Haruki Murakami's "Underground"

I'm planning to visit Japan in August and so when I found Haruki Murakami's work of journalism Underground at Kramerbooks in D.C., I bought it immediately, for who can resist a book subtitled "The Tokyo Gas Attack and the Japanese Psyche"?

The first, and bigger, part of the book consists of interviews with the victims of the gas attacks, and the family of those who died. These interviews are ordered according to the subway lines on which the Aum attack on March 20, 1995, a Monday, took place. Dissatisfied with the presentation by the Japanese media of a collective image of "the innocent Japanese sufferer," Murakami wanted to discover and document the actual people behind the label of victims, to recognize that each person had, as he puts it, "a face, a life, a family, hopes and fears, contradictions and dilemmas." Most interesting, and moving, are the interviews of the subway staff who had to respond to the emergency. Their interviews are suffused with pain, guilt, horror, self-justification, and, above all, bewilderment over unanswerable what-if questions.

Part Two of the book consists of interviews with former and present members of the Aum sect, though not with the attackers who were imprisoned or still on trial at the writing of the book. Most members interviewed have struggled with the meaning and purpose of life since young, while feeling alienated from the conformism and competition that they saw around them. They report their strong sense of relief when they became a renunciate and pledged themselves to follow Asahara, the leader of the sect, unconditionally. Even after the gas attack, they hold on to the idea that there is some good in the sect's teaching, and some try to locate a point in time when the organization went wrong.

Intriguing detail, from Akio Namimura's interview: when the police took him in for questioning, for being an Aum member, they asked him to trample on a photo of Shoko Asahara to prove that he had renounced his faith, "like it was in the Edo period when they made the Japanese Christians renounce their faith by stepping on a drawing of Jesus," Namimura comments.

In an essay that concludes Part One, Murakami reflects on what actually happened in the Tokyo Subway on that fateful day. Thinking about how Aum members actively sought to be controlled by Asahara, he wrote some perspicacious remarks about narrative:

If you lose your ego, you lose the thread of that narrative you call your Self. Humans, however, can't live very long without some sense of a continuing story. Such stories go beyond the limited rational system (or the systematic rationality) with which you surround yourself; they are crucial keys to sharing time-experience with others. 
Now a narrative is a story, not logic, not ethics, nor philosophy. It is a dream you keep having, whether you realize it or not. Just as surely as you breathe, you go on ceaselessly dreaming your story. And in these stories you wear two faces. You are simultaneously subject and object. You are the whole and you are a part. You are real and you are shadow. "Storyteller" and at the same time "character." It is through such multilayering of roles in our stories that we heal the loneliness of being an isolated individual in the world.

Aum members, however, gave up the complications and confusions of their own narrative and accepted the simplified, junky, and cobbled-together narrative put out by Asahara. Murakami, however, turns the knife further and deeper, by asking the reader:

Haven't you offered up some part of your Self to someone (or something), and had taken on a "narrative" in return? Haven't we entrusted some part of our personality to some greater System or Order? And if so, has not that System at some stage demanded of us some kind of "insanity"? Is the narrative you now possess really and truly your own? Are your dreams really your own dreams? Might not they be someone else's vision that could sooner or later turn into nightmare?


### WHAT THE TASK REQUIRES
Using the records below, give again exactly the lines from the line that contains "Extract all elements" through the line that contains "give bounding boxes", both ends included, and only those.
== MATERIAL SHOWN
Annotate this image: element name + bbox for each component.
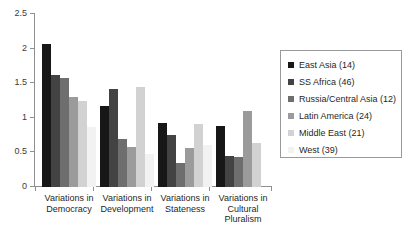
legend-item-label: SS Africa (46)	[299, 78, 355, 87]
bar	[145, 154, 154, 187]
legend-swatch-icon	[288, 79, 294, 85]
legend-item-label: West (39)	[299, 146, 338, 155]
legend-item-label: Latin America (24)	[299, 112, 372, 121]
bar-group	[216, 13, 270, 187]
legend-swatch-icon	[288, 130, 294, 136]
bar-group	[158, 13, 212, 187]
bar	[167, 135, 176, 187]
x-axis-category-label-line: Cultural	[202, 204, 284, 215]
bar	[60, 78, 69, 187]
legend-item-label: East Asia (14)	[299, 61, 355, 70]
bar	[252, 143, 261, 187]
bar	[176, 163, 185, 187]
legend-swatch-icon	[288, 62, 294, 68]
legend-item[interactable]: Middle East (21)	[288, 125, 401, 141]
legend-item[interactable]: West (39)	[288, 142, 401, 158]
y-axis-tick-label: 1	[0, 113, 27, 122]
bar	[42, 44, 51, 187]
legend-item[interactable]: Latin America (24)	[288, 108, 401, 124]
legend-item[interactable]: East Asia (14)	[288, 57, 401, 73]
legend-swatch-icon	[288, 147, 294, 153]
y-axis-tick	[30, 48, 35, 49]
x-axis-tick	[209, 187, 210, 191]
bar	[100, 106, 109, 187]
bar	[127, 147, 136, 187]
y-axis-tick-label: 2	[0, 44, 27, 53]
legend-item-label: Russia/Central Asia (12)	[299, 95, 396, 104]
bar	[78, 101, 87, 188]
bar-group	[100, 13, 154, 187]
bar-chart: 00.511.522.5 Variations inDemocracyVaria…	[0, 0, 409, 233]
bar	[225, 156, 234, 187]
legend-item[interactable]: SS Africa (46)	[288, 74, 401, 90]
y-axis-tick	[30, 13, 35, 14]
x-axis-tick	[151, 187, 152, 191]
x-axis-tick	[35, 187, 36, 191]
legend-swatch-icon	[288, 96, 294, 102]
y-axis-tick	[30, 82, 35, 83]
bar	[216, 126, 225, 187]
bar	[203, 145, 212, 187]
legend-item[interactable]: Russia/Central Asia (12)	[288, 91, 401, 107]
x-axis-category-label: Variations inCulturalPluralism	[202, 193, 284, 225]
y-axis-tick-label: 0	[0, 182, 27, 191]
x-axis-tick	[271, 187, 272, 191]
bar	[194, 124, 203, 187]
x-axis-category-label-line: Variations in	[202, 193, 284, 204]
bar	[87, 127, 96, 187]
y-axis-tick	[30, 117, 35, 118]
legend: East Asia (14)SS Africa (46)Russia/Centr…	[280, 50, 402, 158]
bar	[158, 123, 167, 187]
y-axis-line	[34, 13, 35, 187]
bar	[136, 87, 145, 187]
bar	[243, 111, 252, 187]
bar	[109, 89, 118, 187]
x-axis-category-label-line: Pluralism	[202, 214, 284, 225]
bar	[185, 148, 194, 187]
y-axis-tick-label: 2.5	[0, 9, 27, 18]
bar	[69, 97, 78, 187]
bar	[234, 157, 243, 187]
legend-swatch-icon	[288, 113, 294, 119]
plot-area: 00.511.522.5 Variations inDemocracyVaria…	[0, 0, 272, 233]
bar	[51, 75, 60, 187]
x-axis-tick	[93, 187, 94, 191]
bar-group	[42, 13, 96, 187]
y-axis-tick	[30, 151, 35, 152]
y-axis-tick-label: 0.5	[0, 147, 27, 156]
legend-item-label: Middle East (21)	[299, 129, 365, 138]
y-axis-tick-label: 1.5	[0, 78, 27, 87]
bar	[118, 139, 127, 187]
====
== MATERIAL SHOWN
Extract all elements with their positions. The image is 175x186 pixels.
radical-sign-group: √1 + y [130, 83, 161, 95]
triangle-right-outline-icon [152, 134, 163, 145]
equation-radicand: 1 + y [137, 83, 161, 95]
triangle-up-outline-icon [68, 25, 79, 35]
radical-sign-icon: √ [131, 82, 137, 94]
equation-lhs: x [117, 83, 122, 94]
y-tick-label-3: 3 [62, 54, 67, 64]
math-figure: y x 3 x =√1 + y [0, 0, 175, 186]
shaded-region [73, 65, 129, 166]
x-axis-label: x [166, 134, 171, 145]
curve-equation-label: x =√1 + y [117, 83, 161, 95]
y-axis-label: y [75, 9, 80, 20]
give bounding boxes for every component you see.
====
== MATERIAL SHOWN
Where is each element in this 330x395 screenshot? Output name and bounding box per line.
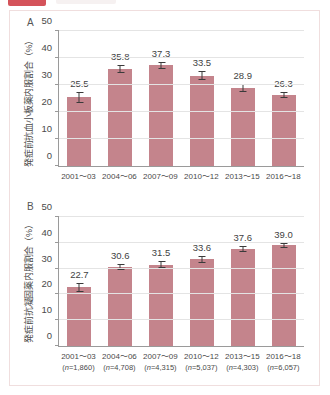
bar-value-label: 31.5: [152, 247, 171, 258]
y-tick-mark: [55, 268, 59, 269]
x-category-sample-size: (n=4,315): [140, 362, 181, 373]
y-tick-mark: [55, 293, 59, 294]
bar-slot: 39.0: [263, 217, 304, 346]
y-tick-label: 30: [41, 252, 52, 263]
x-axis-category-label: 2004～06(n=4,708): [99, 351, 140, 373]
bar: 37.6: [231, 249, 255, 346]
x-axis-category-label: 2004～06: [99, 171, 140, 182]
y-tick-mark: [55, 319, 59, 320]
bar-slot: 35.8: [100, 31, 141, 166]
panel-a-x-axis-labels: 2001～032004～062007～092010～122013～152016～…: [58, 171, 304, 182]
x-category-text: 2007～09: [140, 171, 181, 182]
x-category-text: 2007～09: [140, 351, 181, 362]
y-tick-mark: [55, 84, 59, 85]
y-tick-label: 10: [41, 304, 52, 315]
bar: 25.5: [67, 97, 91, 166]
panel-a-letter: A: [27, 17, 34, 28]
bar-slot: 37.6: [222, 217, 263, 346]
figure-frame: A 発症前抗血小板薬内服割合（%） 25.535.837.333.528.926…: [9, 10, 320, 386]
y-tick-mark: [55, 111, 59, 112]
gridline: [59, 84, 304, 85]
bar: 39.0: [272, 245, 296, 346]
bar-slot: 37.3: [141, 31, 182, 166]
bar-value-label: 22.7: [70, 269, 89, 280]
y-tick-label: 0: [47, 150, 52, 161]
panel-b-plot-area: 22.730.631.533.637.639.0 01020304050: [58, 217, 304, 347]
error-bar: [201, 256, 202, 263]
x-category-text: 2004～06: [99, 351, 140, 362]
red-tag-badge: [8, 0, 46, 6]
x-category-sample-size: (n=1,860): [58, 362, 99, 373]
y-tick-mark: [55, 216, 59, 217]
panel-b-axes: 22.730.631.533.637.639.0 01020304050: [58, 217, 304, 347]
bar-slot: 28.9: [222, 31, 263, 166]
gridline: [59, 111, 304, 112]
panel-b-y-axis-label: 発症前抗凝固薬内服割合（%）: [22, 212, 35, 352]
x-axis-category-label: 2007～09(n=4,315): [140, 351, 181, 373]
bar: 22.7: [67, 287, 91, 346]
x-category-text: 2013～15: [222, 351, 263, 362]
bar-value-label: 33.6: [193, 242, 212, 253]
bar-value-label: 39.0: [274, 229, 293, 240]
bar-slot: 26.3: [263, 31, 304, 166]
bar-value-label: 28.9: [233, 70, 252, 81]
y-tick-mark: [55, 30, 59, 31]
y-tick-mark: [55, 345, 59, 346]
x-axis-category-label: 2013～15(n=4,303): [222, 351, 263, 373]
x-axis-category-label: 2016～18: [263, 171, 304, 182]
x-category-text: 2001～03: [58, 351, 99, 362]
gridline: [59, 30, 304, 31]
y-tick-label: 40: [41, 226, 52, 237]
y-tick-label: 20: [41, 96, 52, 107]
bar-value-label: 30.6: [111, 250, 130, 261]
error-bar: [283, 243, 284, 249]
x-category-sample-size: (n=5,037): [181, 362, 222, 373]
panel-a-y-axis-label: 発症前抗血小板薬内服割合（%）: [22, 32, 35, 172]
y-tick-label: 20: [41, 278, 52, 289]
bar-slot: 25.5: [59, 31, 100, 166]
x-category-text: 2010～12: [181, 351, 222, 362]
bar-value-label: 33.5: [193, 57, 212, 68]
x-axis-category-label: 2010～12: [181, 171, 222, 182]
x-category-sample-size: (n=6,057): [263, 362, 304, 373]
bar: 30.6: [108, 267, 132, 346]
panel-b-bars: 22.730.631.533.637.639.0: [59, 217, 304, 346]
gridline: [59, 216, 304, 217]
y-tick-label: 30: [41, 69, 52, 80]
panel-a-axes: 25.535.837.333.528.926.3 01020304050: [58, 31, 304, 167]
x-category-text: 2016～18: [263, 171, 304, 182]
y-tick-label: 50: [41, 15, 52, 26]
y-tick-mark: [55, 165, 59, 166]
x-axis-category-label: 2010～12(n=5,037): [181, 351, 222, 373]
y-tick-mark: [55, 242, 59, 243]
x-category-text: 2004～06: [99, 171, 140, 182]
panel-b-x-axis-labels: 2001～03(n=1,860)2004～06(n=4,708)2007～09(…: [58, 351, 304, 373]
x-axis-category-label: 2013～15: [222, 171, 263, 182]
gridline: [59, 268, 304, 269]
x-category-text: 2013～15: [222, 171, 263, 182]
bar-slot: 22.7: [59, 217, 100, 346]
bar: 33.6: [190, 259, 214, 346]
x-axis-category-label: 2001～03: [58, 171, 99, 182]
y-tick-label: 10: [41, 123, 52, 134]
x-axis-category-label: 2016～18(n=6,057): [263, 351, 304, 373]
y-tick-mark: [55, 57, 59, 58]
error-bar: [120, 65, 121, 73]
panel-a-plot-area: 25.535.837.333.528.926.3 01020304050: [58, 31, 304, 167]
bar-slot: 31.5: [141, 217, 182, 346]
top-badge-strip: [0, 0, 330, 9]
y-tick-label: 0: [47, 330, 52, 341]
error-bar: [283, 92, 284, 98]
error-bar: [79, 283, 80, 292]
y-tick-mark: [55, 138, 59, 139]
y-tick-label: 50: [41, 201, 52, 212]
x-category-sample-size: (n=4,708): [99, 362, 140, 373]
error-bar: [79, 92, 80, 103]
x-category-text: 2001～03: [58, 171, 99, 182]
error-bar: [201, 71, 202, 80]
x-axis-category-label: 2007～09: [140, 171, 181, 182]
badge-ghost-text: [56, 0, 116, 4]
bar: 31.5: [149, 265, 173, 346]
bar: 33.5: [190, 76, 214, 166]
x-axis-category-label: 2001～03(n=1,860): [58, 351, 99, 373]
====
### EXPECTED OUTPUT
Extract all elements with their positions. The image is 175x186 pixels.
radical-sign-group: √1 + y [130, 83, 161, 95]
triangle-right-outline-icon [152, 134, 163, 145]
equation-radicand: 1 + y [137, 83, 161, 95]
triangle-up-outline-icon [68, 25, 79, 35]
radical-sign-icon: √ [131, 82, 137, 94]
equation-lhs: x [117, 83, 122, 94]
y-tick-label-3: 3 [62, 54, 67, 64]
math-figure: y x 3 x =√1 + y [0, 0, 175, 186]
shaded-region [73, 65, 129, 166]
x-axis-label: x [166, 134, 171, 145]
curve-equation-label: x =√1 + y [117, 83, 161, 95]
y-axis-label: y [75, 9, 80, 20]
give bounding boxes for every component you see.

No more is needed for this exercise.